01. 11. 2010.

PORTRAIT 4 - Lydia Ziemke

 

Lydia Ziemke was born in 1978 in Potsdam, East Germany. Her early childhood, spent under regime of GDR, is still very important to her. Her parents, who were both doctors, were never bothered by the regime because of their profession. Since then, what she keeps from this period of her life is that “it instilled in [her] that kind of sense that we’re working together on something, you have a responsibility towards the persons you are living with”. There she also experienced a strict school where she learnt Latin, Greek and humanistic ideas, which, according to her, also had much influence on the stage director she became.

 She began work in theatre in the Youth Theatre of Potsdam, at the age of 12. At that time, she had already gone into engaged theatre. The main subject she and her colleagues tackled was consumerism. “We were kind of punk, we made shows against selling, you know, all the clichés you can possibly imagine.” She even had the opportunity to be employed as an extra. She enjoys remembering a Faust play in which she played a witch and all the beautiful dresses she had the opportunity to wear.

 She finally decided to leave for Scotland to pursue her studies. A difficult family situation and the urge to discover other places, other languages, and other literatures led her to leave Germany. In Edinburgh, she continued studying Latin and Greek, particularly the dramaturgy of origins of theatre which, she says, still have a big impact on her work.

 One year after her arrival in Scotland, she had the opportunity to take over a theatre company. Together with a friend, she led this semi-professional troupe for four years. And still, criticism of the society was their motto. Even if, according to her, it had hardly any impact on the Scottish audience. “I found it really painful that nobody reacted”.  During this period, she managed, with a very small amount of money, to organise the “premières” of Thomas Ostermeier, a German stage director whose performances had a great influence on her.

 She then left Scotland and spent her life between London and Berlin, where she recently decided to settle down.

 She staged two performances by herself, with “Land Without Words”, according to her, as the most serious. Social topics seem to be recurrent in her works that are essentially about the issue of migration. “In the work I did the last two years, and this, and the next project, I realized they are all about conflict and migration. That’s it. It happened. I found it interesting. All that happens in the extreme situations of life.” 

 At first sight, the question of migration is not linked to her personal life. However, in conversation, she remembers how outstanding the story of her grandaunt has been to her. After she died, Ziemke discovered letters written by her grandaunt and her grandmother, sent during the war, at a time when they were both preparing to get married. “What is interesting in those letters is the life that they plan and the life that they will finally have. Because of the conflict.” Indeed, the fiancé of her grandaunt died on the front, and she was separated from her sister for years by the wall.

 Ziemke is also continuously engaged outside of Europe - in Palestine for instance, where she spent two and a half months working with theatre artists. She was working at that time on Dea Loher’s “Land Without Words”, a play that talks about the possibility for an artist to talk about war and conflict. That mixed experience made her believe that you can talk about things only from your own experience and feeling.

 Art is a way to talk about the complexity of the society. Lydia is not interested in showing reality. “For a while, I thought you have to make theatre in order to distract people, to make them feel energized and be stronger (…). Now, I like create difficulties for the audience. Not in a way that will block them. Just to describe the complexity.”

 For Lydia Ziemke, theatre is unfortunately not a kind of resistance: “There is no enemy. Even in our critical shows, criticising our society, people clap, people buy it and clap.” But, by staging extreme situations, theatre can fight against normality, showing people they are not forced to follow what everybody does. Theatre has a role of showing the complexity of the world we are living in, and revealing it to the audience.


- _ABOUT THIS EXERCISE_
Print the lines that run from the line with "is (949, 725)." to the line with "The width and height of the screenshot is (1243, 634).", keeping both end lines, exactly as they appear in the entries below, and nothing else.

--------------------------------

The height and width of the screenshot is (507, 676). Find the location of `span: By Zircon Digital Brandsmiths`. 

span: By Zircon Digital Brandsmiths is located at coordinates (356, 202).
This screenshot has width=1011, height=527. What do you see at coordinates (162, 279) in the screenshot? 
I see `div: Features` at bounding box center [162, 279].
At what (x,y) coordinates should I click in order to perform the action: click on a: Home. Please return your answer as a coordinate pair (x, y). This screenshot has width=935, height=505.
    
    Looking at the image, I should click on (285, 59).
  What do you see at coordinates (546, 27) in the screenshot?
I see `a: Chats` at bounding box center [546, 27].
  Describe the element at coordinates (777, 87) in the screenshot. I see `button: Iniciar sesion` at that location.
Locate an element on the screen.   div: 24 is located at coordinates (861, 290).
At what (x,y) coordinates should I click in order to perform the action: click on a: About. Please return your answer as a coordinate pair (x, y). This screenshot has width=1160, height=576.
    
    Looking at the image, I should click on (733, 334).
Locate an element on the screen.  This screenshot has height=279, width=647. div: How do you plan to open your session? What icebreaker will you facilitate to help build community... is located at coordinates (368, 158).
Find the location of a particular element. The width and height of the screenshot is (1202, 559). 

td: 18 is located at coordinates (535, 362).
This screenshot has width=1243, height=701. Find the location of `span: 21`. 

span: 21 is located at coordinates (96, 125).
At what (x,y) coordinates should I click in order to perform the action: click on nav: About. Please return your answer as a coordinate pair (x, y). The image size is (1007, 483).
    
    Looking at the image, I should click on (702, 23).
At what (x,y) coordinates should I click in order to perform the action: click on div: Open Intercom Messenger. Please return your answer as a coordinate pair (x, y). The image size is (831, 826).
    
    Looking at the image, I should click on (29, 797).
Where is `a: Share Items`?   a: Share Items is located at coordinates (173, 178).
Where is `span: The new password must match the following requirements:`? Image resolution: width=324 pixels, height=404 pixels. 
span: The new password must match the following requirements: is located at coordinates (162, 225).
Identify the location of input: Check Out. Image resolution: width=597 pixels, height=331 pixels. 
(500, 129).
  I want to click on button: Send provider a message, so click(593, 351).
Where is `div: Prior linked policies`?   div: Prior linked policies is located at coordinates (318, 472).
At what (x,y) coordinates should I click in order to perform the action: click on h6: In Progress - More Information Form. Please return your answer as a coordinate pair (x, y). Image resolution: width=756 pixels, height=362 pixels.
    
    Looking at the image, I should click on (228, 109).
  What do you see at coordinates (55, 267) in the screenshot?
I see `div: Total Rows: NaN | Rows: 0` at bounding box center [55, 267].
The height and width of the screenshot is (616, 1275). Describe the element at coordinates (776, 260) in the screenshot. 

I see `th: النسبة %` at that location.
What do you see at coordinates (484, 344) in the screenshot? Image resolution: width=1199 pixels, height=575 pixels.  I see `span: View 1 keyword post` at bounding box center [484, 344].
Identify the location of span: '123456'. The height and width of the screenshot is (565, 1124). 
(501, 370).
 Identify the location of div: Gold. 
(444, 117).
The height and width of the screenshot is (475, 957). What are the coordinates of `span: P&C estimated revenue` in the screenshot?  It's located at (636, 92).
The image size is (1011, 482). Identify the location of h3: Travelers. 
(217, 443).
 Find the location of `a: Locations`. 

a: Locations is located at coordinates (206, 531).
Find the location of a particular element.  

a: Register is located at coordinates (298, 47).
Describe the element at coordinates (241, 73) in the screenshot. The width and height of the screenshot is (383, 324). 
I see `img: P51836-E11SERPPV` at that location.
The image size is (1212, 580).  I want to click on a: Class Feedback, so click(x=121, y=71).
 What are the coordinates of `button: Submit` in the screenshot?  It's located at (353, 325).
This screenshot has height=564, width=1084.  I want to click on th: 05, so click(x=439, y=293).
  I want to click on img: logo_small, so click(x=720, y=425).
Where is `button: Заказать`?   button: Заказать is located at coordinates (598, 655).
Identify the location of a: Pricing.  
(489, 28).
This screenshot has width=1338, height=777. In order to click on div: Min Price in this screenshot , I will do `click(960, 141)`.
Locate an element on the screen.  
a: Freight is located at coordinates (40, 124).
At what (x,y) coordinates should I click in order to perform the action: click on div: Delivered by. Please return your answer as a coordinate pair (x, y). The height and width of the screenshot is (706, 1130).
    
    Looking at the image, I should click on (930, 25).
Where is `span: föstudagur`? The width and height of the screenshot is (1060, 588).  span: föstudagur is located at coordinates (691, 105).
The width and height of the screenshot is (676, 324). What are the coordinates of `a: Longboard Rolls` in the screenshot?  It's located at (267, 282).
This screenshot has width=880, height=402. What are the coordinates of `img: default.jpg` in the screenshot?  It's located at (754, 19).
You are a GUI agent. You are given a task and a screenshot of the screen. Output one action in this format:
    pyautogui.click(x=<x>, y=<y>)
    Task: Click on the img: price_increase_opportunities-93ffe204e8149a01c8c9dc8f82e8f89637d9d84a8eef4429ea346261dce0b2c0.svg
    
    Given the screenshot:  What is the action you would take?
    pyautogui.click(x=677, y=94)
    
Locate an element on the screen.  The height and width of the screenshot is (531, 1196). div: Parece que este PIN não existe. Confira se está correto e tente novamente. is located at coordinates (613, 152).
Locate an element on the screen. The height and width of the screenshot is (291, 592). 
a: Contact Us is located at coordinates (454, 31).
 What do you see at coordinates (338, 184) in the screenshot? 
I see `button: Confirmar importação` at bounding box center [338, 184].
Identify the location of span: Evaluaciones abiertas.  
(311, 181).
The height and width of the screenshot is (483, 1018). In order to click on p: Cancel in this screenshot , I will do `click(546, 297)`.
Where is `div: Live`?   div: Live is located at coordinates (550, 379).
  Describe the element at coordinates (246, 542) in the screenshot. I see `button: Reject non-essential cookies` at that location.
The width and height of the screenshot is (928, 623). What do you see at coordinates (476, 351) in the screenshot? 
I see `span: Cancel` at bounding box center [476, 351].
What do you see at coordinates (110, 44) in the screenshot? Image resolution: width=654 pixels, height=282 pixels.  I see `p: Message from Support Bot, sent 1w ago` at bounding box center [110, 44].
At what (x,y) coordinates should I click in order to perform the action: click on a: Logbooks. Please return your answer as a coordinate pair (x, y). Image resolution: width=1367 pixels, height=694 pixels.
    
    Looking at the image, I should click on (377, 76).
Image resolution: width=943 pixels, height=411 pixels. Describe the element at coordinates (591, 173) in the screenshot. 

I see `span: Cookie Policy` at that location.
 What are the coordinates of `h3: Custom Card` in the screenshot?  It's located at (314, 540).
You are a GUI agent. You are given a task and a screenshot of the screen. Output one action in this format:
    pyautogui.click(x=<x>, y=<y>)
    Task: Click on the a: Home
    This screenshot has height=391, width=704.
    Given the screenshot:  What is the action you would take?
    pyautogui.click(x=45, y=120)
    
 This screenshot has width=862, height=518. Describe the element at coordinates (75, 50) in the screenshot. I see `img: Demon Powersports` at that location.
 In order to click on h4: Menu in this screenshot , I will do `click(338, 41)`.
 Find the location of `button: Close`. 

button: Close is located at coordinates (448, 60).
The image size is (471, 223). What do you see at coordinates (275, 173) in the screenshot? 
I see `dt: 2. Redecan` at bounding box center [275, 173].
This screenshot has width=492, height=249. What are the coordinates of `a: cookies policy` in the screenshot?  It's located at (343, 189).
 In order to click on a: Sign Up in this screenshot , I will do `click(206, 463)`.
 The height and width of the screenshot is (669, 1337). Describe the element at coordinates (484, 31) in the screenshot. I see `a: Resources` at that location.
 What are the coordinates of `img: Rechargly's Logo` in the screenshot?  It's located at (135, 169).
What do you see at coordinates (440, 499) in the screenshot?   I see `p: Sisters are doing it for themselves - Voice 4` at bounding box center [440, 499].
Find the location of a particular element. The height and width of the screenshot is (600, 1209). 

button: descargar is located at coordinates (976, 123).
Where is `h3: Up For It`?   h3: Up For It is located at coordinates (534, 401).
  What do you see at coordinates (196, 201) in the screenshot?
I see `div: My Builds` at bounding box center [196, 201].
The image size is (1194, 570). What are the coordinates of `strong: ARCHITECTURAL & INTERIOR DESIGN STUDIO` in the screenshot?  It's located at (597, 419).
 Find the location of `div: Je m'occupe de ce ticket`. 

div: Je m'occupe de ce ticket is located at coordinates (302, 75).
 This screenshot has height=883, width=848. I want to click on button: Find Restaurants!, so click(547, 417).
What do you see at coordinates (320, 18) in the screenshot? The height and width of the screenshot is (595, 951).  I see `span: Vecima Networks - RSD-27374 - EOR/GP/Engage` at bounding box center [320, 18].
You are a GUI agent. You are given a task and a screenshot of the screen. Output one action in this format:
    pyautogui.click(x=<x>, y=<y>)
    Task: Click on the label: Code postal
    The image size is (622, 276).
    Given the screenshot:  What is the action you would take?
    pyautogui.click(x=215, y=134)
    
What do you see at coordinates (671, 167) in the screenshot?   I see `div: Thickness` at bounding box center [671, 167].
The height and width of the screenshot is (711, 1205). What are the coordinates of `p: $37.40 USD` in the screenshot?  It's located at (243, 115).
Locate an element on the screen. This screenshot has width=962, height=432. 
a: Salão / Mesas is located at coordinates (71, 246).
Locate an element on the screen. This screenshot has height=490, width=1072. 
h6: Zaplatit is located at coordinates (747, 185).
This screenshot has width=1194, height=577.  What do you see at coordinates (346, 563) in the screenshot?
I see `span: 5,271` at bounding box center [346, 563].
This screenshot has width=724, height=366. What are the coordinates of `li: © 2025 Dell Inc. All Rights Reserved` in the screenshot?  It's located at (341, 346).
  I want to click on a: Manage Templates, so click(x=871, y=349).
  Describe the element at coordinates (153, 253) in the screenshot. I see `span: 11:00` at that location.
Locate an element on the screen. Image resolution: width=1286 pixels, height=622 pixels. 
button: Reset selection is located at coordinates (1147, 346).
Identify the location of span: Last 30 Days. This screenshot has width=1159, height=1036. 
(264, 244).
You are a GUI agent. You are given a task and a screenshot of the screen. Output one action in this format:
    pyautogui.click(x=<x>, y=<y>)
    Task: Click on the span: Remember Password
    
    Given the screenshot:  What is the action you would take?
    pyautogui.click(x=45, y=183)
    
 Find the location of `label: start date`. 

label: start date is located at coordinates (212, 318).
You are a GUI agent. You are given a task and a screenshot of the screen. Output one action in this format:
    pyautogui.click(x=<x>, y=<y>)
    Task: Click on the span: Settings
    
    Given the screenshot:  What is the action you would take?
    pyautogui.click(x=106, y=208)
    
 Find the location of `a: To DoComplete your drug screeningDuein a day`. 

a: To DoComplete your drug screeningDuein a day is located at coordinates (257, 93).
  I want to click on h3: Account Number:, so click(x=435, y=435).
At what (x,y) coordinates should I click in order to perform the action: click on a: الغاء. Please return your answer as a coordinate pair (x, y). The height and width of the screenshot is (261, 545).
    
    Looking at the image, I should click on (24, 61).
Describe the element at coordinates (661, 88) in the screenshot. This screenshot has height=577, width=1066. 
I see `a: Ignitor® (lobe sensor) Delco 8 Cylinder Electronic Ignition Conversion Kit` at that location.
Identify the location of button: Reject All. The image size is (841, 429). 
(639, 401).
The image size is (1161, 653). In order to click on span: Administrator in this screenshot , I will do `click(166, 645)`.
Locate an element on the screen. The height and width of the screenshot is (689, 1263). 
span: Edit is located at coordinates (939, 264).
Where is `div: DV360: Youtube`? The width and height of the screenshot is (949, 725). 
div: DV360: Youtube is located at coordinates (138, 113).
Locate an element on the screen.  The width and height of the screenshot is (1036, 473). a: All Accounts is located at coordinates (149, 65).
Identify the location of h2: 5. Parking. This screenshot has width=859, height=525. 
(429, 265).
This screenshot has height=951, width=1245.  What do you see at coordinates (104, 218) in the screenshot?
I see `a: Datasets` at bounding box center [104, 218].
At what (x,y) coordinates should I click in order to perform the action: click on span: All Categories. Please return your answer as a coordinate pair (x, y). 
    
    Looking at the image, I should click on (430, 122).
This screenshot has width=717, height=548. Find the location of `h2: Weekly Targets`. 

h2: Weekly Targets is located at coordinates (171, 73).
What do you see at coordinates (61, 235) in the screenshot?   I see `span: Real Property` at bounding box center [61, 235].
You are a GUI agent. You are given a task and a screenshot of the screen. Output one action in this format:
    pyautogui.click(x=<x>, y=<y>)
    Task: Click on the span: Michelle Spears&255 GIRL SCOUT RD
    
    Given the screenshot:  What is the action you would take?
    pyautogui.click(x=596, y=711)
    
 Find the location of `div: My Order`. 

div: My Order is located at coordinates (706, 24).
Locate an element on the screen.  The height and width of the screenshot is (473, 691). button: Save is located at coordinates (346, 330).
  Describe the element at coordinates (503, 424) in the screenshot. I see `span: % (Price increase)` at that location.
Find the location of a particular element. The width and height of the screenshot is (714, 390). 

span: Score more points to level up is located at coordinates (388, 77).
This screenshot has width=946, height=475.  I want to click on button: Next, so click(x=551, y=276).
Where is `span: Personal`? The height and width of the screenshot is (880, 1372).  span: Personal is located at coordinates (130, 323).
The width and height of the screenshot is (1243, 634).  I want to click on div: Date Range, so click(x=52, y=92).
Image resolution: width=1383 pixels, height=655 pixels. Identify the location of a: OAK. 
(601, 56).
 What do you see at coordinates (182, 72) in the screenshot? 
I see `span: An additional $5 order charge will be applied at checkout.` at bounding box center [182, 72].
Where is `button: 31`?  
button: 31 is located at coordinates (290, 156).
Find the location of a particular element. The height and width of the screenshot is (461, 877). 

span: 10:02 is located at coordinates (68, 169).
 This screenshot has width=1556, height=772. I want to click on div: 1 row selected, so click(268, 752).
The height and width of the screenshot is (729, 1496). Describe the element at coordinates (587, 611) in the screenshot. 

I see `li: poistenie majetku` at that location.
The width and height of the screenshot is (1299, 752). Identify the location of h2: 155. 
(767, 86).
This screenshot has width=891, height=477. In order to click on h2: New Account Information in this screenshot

--------------------------------

- _ANSWER SECTION_
Where is `div: DV360: Youtube`? The width and height of the screenshot is (949, 725). 
div: DV360: Youtube is located at coordinates (138, 113).
Locate an element on the screen.  The width and height of the screenshot is (1036, 473). a: All Accounts is located at coordinates (149, 65).
Identify the location of h2: 5. Parking. This screenshot has width=859, height=525. 
(429, 265).
This screenshot has height=951, width=1245.  What do you see at coordinates (104, 218) in the screenshot?
I see `a: Datasets` at bounding box center [104, 218].
At what (x,y) coordinates should I click in order to perform the action: click on span: All Categories. Please return your answer as a coordinate pair (x, y). 
    
    Looking at the image, I should click on (430, 122).
This screenshot has width=717, height=548. Find the location of `h2: Weekly Targets`. 

h2: Weekly Targets is located at coordinates (171, 73).
What do you see at coordinates (61, 235) in the screenshot?   I see `span: Real Property` at bounding box center [61, 235].
You are a GUI agent. You are given a task and a screenshot of the screen. Output one action in this format:
    pyautogui.click(x=<x>, y=<y>)
    Task: Click on the span: Michelle Spears&255 GIRL SCOUT RD
    
    Given the screenshot:  What is the action you would take?
    pyautogui.click(x=596, y=711)
    
 Find the location of `div: My Order`. 

div: My Order is located at coordinates (706, 24).
Locate an element on the screen.  The height and width of the screenshot is (473, 691). button: Save is located at coordinates (346, 330).
  Describe the element at coordinates (503, 424) in the screenshot. I see `span: % (Price increase)` at that location.
Find the location of a particular element. The width and height of the screenshot is (714, 390). 

span: Score more points to level up is located at coordinates (388, 77).
This screenshot has width=946, height=475.  I want to click on button: Next, so click(x=551, y=276).
Where is `span: Personal`? The height and width of the screenshot is (880, 1372).  span: Personal is located at coordinates (130, 323).
The width and height of the screenshot is (1243, 634).  I want to click on div: Date Range, so click(x=52, y=92).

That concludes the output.